2. The hum technique. Here, the idea is
to make a soft, guttural humming sound throughout each exhalation. You can even
do this during the exhale stages in the Navy technique. This may have a similar
effect as using a mantra during meditation. Sometimes, people tell me I am
humming when I had not been aware of it. I guess I have learned to associate
humming with calming down and feeling good. Perhaps it is similar to why cats
purr. Cats purr for two seemingly conflicting purposes. One is that the purring
sound has a conditioned association with a calm state. When the cat is calm, it
purrs. The other cause of purring is anxiety. In an anxious cat, the anxiety
acts as a cue that retrieves the memory of associated purring, which then helps
to calm the cat.
If
you are trying to train yourself to be calm, I recommend that you employ and
combine the three principles and the two techniques during mindfulness
meditation. All of the principles (deep and slow breathing, and exhaling via
the mouth) and the two techniques (4-step and humming) can be synergistically
combined during mindfulness meditation. In such meditation, the idea is the
block out all thoughts in order to focus on breathing. You can achieve further
synergism by mediating in certain yoga postures, which have their own mental
relaxing effects. If you are like me, you are stiff and sore when you awaken in
the morning. I deal with this by combining yoga stretches with mindfulness meditation
and stress-relieving breathing. It is a great way to start each day.
There
is a biological explanation for why all these ideas work, but few scholars
explain it. The whole constellation of beneficial effects is attributable to
the vagus nerve. The vagus nerve is a huge nerve that supplies most of the
visceral organs: lungs, heart, and the entire gastrointestinal tract. Usually,
when biology or physiology teachers explain the vagus nerve, they focus on its
“motor” effects, that is initiating secretions, slowing heart rate, lowering
blood pressure, and promoting peristaltic movements in the GI tract. What
usually gets left out of teaching is that the vagus is a mixed nerve; it
contains sensory fibers. These sensory fibers are activated by all the
breathing functions mentioned above. These impulses signal the part of the anterior
hypothalamus that contains the neuronal cell bodies of the so-called
parasympathetic nervous system (PNS). The PNS suppresses the “fight or flight”
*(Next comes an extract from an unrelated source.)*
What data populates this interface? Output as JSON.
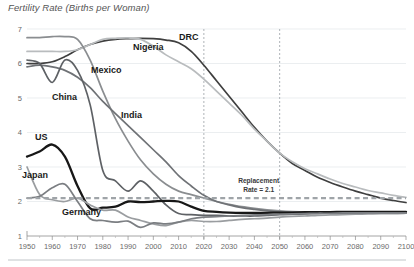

system of the “sympathetic nervous system,” which is triggered by certain
neurons in the posterior hypothalamus. Thus, feedback signals from proper
breathing serve to keep the PNS active and in control of a relaxed physical and
mental state. So, CALM DOWN. TAKE A DEEP BREATH.
These ideas are part of the issues raised
in my new book on mental health, neuroscience, and religion, Triune Brain, Triune Mind, Triune Worldview,
by Brighton Publishing, available in paperback or e-book form at Amazon and
Barnes and Noble.
Great content. Too bad you did not share the yoga postures and the exact techniques you practice in the morning.